§ **Task requirements**: When you reach the line containing "At what (x,y)", please repeat it and every line after it exactly, through the end of the listing below, skipping pictures.

§ **Supplied records**:
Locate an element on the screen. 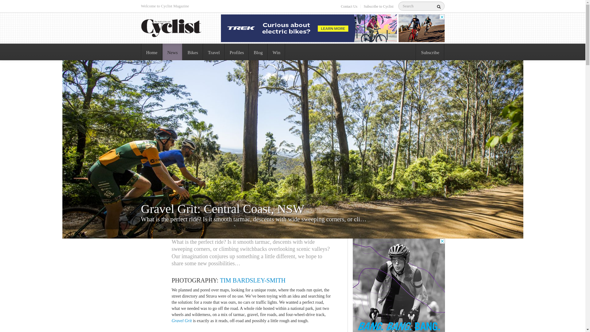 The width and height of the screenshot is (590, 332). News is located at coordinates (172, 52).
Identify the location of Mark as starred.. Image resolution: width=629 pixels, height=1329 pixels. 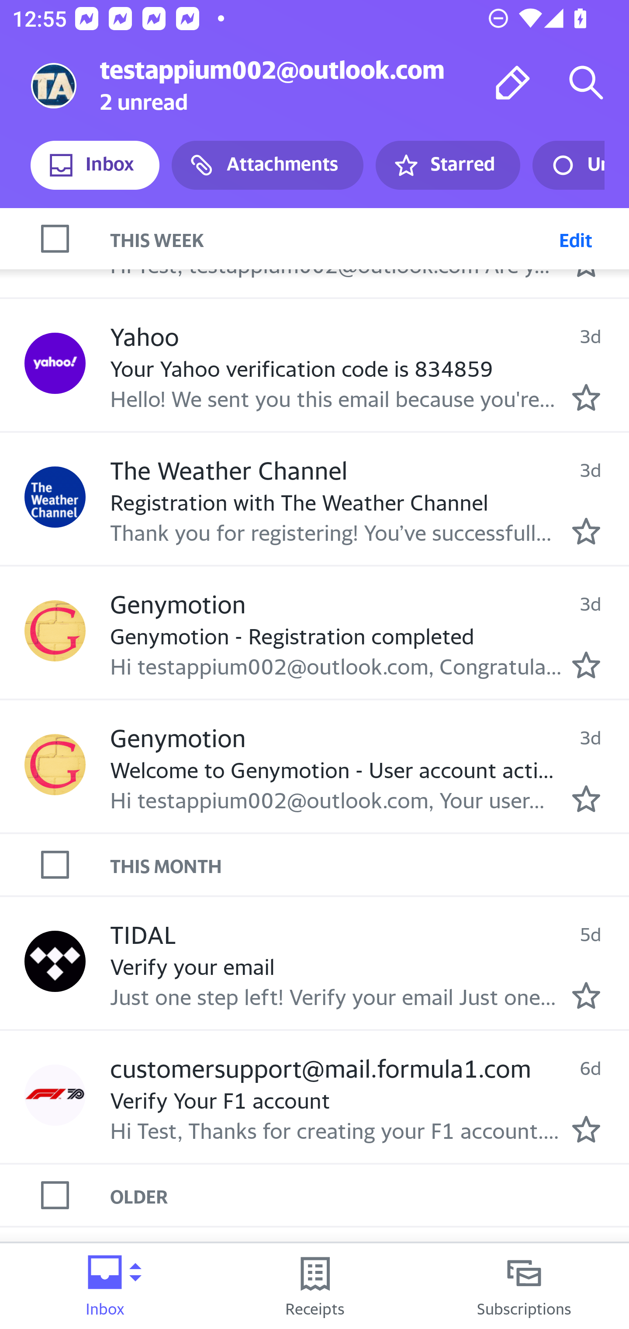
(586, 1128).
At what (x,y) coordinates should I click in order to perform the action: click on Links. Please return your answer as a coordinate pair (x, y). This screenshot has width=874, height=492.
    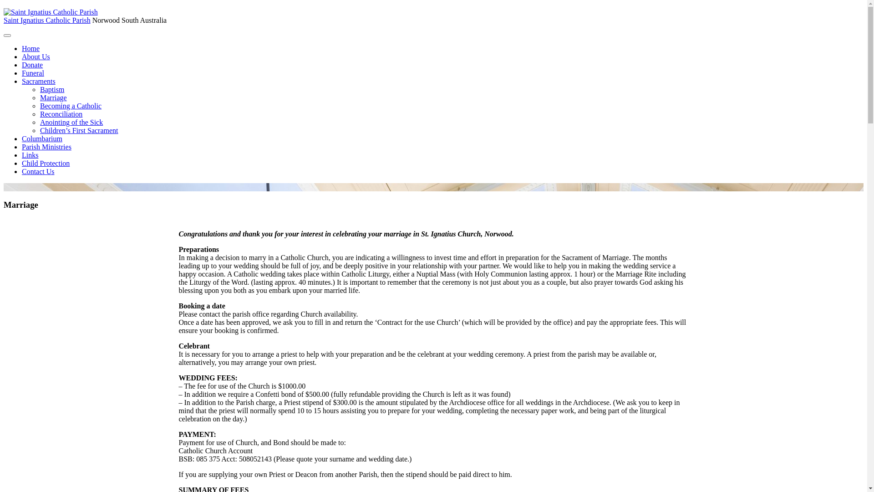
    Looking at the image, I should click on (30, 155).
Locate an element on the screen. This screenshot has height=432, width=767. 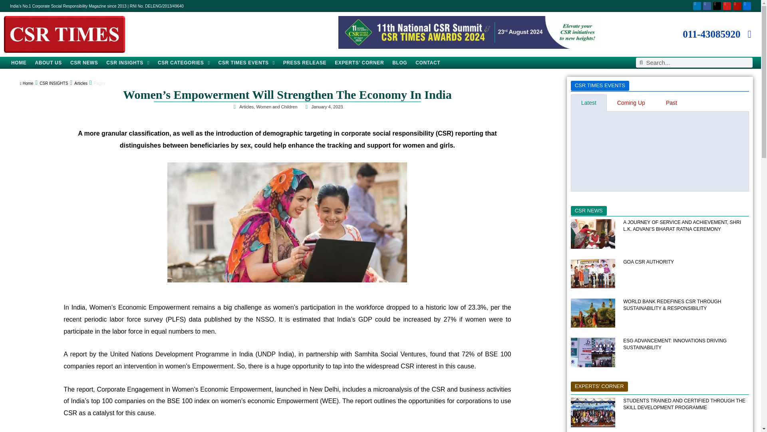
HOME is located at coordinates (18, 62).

§ **The completed task**:
At what (x,y) coordinates should I click in order to perform the action: click on Links. Please return your answer as a coordinate pair (x, y). This screenshot has width=874, height=492.
    Looking at the image, I should click on (30, 155).
Locate an element on the screen. This screenshot has height=432, width=767. 
HOME is located at coordinates (18, 62).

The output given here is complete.